A live-action adaptation of a Pulitzer Prize-winning novel backed by the biggest streaming service in the business that features a pair of eminently successful and heavily-renowned talents steering the ship from behind the camera sounds like a slam dunk on paper, but Netflix’s All the Light We Cannot See is anything but.
The platform generally holds off on review embargoes for its highest-profile originals until the second they premiere, but opting to open the doors on reactions to the episodic epic inspired by Anthony Doerr’s acclaimed novel of the same name months before its release has proven to be a catastrophic decision on Netflix’s part after the four-part wartime miniseries took an absolute pasting from all corners.

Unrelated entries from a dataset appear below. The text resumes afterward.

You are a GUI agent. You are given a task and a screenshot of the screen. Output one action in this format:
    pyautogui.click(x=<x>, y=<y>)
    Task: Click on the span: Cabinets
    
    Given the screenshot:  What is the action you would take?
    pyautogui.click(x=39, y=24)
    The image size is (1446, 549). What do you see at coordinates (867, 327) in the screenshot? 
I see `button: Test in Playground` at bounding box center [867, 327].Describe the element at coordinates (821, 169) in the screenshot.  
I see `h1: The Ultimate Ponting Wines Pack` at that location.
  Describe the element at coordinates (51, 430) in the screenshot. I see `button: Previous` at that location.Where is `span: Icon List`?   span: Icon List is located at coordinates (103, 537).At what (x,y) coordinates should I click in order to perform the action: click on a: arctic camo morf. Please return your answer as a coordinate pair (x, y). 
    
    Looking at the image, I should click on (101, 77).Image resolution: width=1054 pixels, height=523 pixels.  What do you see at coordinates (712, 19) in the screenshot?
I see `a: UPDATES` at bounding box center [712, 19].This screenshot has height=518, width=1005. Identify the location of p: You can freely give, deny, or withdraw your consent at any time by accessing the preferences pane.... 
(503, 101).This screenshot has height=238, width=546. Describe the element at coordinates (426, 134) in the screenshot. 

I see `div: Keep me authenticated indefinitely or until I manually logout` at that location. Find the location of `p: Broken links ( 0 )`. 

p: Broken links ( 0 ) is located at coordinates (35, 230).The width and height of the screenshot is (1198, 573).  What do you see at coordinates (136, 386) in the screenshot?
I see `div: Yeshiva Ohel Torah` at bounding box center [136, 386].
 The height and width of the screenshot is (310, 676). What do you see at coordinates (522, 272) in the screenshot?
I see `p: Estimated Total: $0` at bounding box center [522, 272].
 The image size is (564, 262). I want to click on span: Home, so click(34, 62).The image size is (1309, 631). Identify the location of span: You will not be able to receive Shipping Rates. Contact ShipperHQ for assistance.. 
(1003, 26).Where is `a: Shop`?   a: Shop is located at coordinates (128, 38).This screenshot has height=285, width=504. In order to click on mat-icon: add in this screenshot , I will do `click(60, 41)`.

At the time of writing, All the Light We Cannot see holds an embarrassing 23 percent approval rating on Rotten Tomatoes, not quite what anybody was wanting, hoping, or expecting from a blockbuster exclusive helmed by Free Guy and Deadpool 3‘s Shawn Levy, with Peaky Blinders creator Steven Knight on scripting duties.
Obviously, being unanimously panned has never stopped any Netflix film or television title from making an immediate splash on the viewership charts, but that’s about the only front on which the ill-judged adaptation has managed to succeed.
Per FlixPatrol, All the Light We Cannot See had debuted as the number one most-watched TV show on the worldwide charts, having reached the very top in 54 countries and cracked the Top 10 in upwards of 30 more, but it would have been a much better outcome were it not so crushingly disappointing.